Retrieval-augmented generation (RAG) combines retrieval from your own data with generation from a language model. Instead of relying only on the model’s training data, you ground answers in chunks of text (and sometimes structured facts) that you control. SurrealDB is then used for storage and retrieval, allowing you to keep chunk text, metadata, access rules, and vector embeddings in one database and query them with SurrealQL.
What RAG changes
A plain LLM call answers from parametric memory only. RAG adds a knowledge plane to this, in which documents are split into chunks, each chunk gets an embedding from a model you choose, and at query time you retrieve the most relevant chunks before (or while) the LLM writes an answer.
Typical pipeline stages
Ingest: Load sources (files, web pages, tickets, database exports).
Chunk: Split text into segments with stable boundaries (headings, paragraphs, token limits) and optional overlap so ideas are not split awkwardly.
Embed: Call an embedding API or local model; store the resulting vector with each chunk. See Embedding pipelines and the embeddings integrations for options outside the database.
Index: Define vector indexes (for example HNSW) on embedding fields, and optionally full-text indexes on chunk text for lexical search.
Retrieve: For a user question, embed the query (or use the same model family as the corpus), run similarity search, optionally fuse with keyword results (see Hybrid search).
Generate: Pass the top chunks as context to the LLM, with instructions to cite or stay within that context.
Retrieval patterns
Dense retrieval: KNN over embeddings with
vector::distance::knn()and the patterns in Similarity search. Good for paraphrases and conceptual match.Hybrid retrieval: Combine dense scores with full-text search when exact product names, error codes, or legislation matter; use
search::rrf()or related helpers as described under Hybrid search.
Re-ranking (a second model that scores the top k candidates) is often implemented in the application layer; SurrealDB supplies the candidate set efficiently.
Chunking, metadata, and citations
There is no single best chunk size: smaller chunks improve precision but lose surrounding context; larger chunks add context but dilute embeddings. Many teams store title, heading path, or summary fields to improve retrieval without inflating the embedded body.
For citations, persist enough metadata to map a chunk back to a human-readable source (page, anchor, ticket id). The LLM should only “see” what you retrieved; clear provenance reduces hallucinated references.
Operations and quality
Embedding model changes usually require re-embedding the corpus or maintaining a version dimension; plan migrations before switching dimensions or distance metrics.
Staleness: when sources update, replace or invalidate affected chunks so answers do not quote obsolete text.
Evaluation: track retrieval hit rate, user thumbs-up/down, or offline benchmarks on labelled questions.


ACTIVITY ::
Read through the material below and copy each line in which the word "emplmnt" occurs.

ENTRIES SUPPLIED ::
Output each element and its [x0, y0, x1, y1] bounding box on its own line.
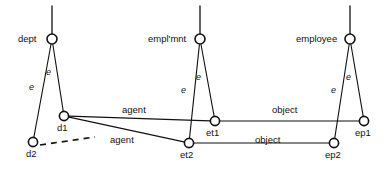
edge-label-dept-d1: e	[46, 68, 51, 77]
node-ep2[interactable]	[329, 138, 338, 147]
node-d2[interactable]	[28, 137, 37, 146]
edge-label-dept-d2: e	[29, 83, 34, 92]
node-et2[interactable]	[184, 138, 193, 147]
node-label-emplmnt: empl'mnt	[148, 34, 186, 44]
node-label-ep2: ep2	[325, 150, 341, 160]
dashed-edge-d2-continuation	[40, 137, 95, 145]
edge-dept-d2	[34, 45, 51, 137]
edge-employee-ep2	[335, 45, 349, 138]
edge-emplmnt-et2	[190, 45, 200, 138]
edge-label-employee-ep1: e	[346, 73, 351, 82]
node-et1[interactable]	[210, 116, 219, 125]
edge-label-employee-ep2: e	[331, 86, 336, 95]
node-employee[interactable]	[345, 34, 355, 44]
node-ep1[interactable]	[359, 116, 368, 125]
edge-label-d1-et2: agent	[110, 135, 134, 145]
edge-label-et2-ep2: object	[255, 135, 280, 145]
node-label-employee: employee	[296, 34, 337, 44]
edge-dept-d1	[53, 45, 63, 111]
node-dept[interactable]	[47, 34, 57, 44]
node-label-et2: et2	[180, 150, 193, 160]
node-label-et1: et1	[206, 128, 219, 138]
node-label-dept: dept	[18, 34, 37, 44]
node-label-d1: d1	[57, 123, 68, 133]
node-label-d2: d2	[26, 149, 37, 159]
node-d1[interactable]	[59, 111, 68, 120]
edge-employee-ep1	[351, 45, 363, 116]
edge-label-emplmnt-et2: e	[181, 86, 186, 95]
edge-emplmnt-et1	[201, 45, 214, 116]
diagram-canvas: deptempl'mntemployeed1d2et1et2ep1ep2eeee…	[0, 0, 390, 174]
edge-label-emplmnt-et1: e	[196, 73, 201, 82]
node-label-ep1: ep1	[355, 128, 371, 138]
edge-label-et1-ep1: object	[272, 105, 297, 115]
edge-label-d1-et1: agent	[122, 105, 146, 115]
edge-d1-et1	[69, 116, 210, 121]
node-emplmnt[interactable]	[195, 34, 205, 44]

TASK OUTPUT ::
node-label-emplmnt: empl'mnt	[148, 34, 186, 44]
edge-emplmnt-et2	[190, 45, 200, 138]
edge-label-emplmnt-et2: e	[181, 86, 186, 95]
edge-emplmnt-et1	[201, 45, 214, 116]
edge-label-emplmnt-et1: e	[196, 73, 201, 82]
node-emplmnt[interactable]	[195, 34, 205, 44]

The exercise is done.